Gairy also broke the economic base of the plantocracy once and for all through the expropriation or outright seizure of estates. Agricultural production fell by half (by volume) from 1970 to 1974 as a result of Gairy's land “reform” programme, which not only removed land from production to be distributed as patronage in tiny uneconomical plots, but also reduced investment and maintenance expenditures and thus productivity on those lands not actually seized but threatened by the atmosphere of intimidation. (World Bank,1982:15; Cumberbatch,1977:12) Between 1961 and 1981, 43% of cultivated land, or 10,382 hectares, was taken out of production. Of the 13,697 hectares farmed in 1981, approximately one third were not cultivated.

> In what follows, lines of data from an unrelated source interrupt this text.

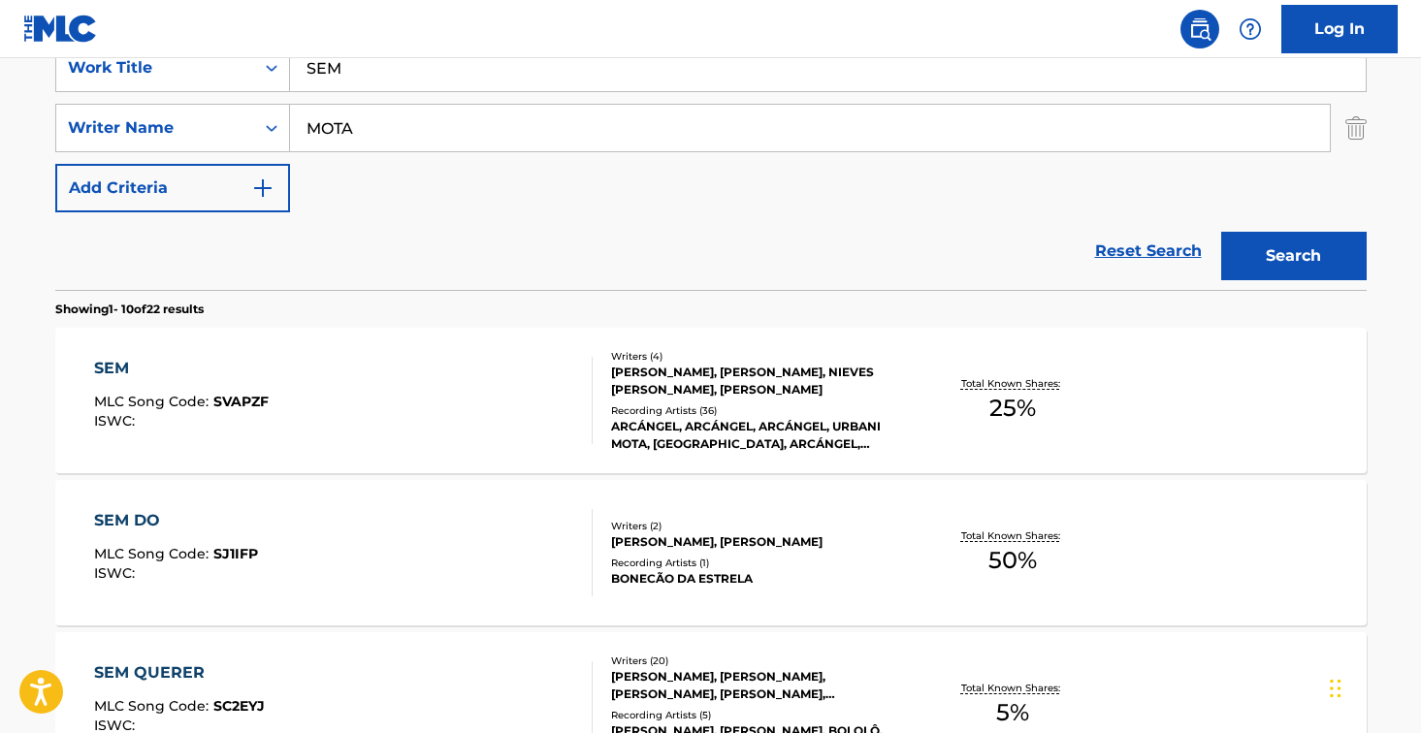 The height and width of the screenshot is (733, 1421). I want to click on div: Recording Artists ( 1 ), so click(757, 562).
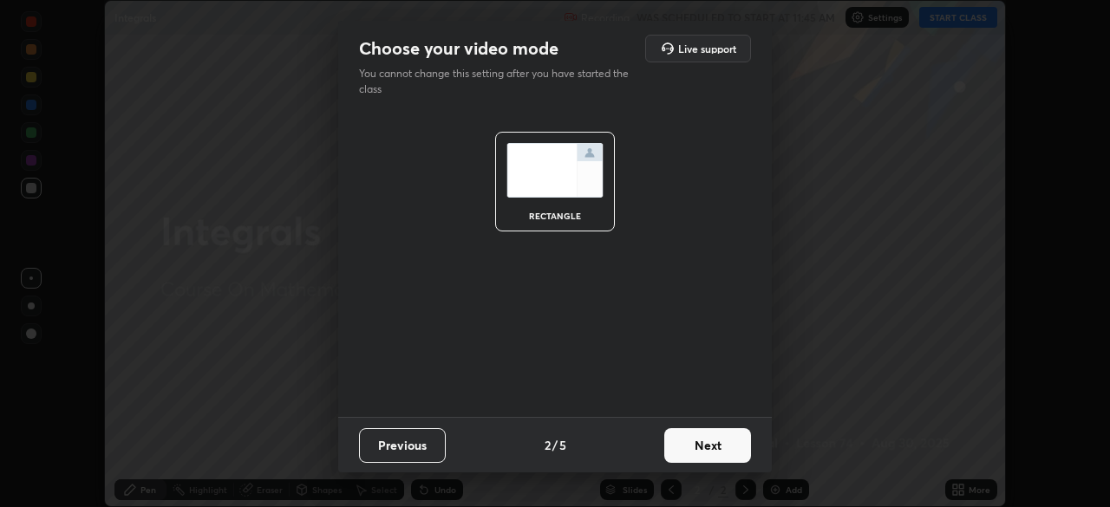 The image size is (1110, 507). Describe the element at coordinates (555, 170) in the screenshot. I see `img: normalScreenIcon.ae25ed63.svg` at that location.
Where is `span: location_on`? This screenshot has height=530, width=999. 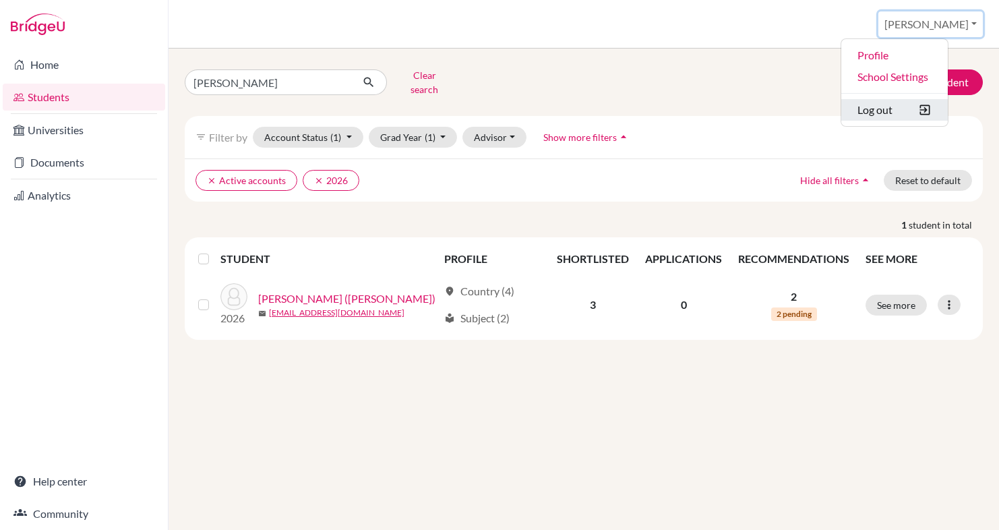 span: location_on is located at coordinates (450, 291).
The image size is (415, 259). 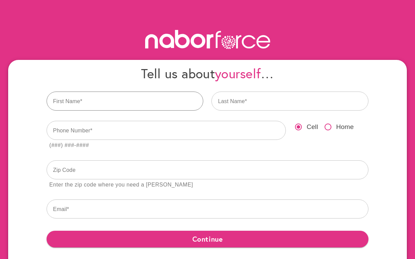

Gairy's resort to repression to reinforce his hold on the State eventually alienated the other substantial sector of Grenada's middle class organized around the Grenada National Party of Herbert Blaize (GNP). Not only did his actions reduce their own profits, but his repression also threatened the whole basis of Grenada's capitalist economy by provoking widespread unrest. The GNP allied itself in the 1976 elections with the New Jewel Movement (NJM), a grouping of left-leaning populist intellectuals with considerable support amongst Grenada's youth (some 50% of the population) and sectors of the working class and peasantry. Winning six of the 15 seats in Parliament despite massive rigging by Gairy, this People's Alliance became the Official Opposition in Parliament, with Maurice Bishop as its leader.

Grenada's Westminister style Parliament however, like many Caribbean Parliaments, was dominated by excessively concentrated executive power. Meeting infrequently and never allowed more than cursory debate of legislation and budgets, Parliament had little capacity to criticize or even monitor Gairy's depredations. This political vacuum, Gairy's repression and the fragmentation of political and economic forces facilitated the takeover of the State by the NJM on March 13, 1979. Once in control, the NJM's domination of the State overshadowed the weak, divided economic and political bases of Gairy, the GNP and the plantocracy. As we have seen however, realignments in internal forces, even within the NJM, are capable of producing spectacular changes in the balance of class forces in a small society like Grenada, with political implications which go well beyond minor adjustments.

It is evident that the development of classes in Grenada has been fragmented and uneven, with the result that cultural, ideological and structural obstacles endure which resist the reorganization of the Grenadian social formation. The importance of this class analysis lies in its identification of the particular relations of production which underlie the generation of economic surplus in Grenada. Without an understanding of the basis for these flows of surplus, it would be difficult to redirect them along the lines advocated by the alternative model of development outlined above.

The particular blend of economic and social factors which influence food consumption and agricultural production is the subject of the remainder of this article. The complex inter-relationships between class, food consumption and agricultural resources discussed below have a profound impact on development strategies under an alternative model, or for that matter, under the traditional model prevalent in the Caribbean today.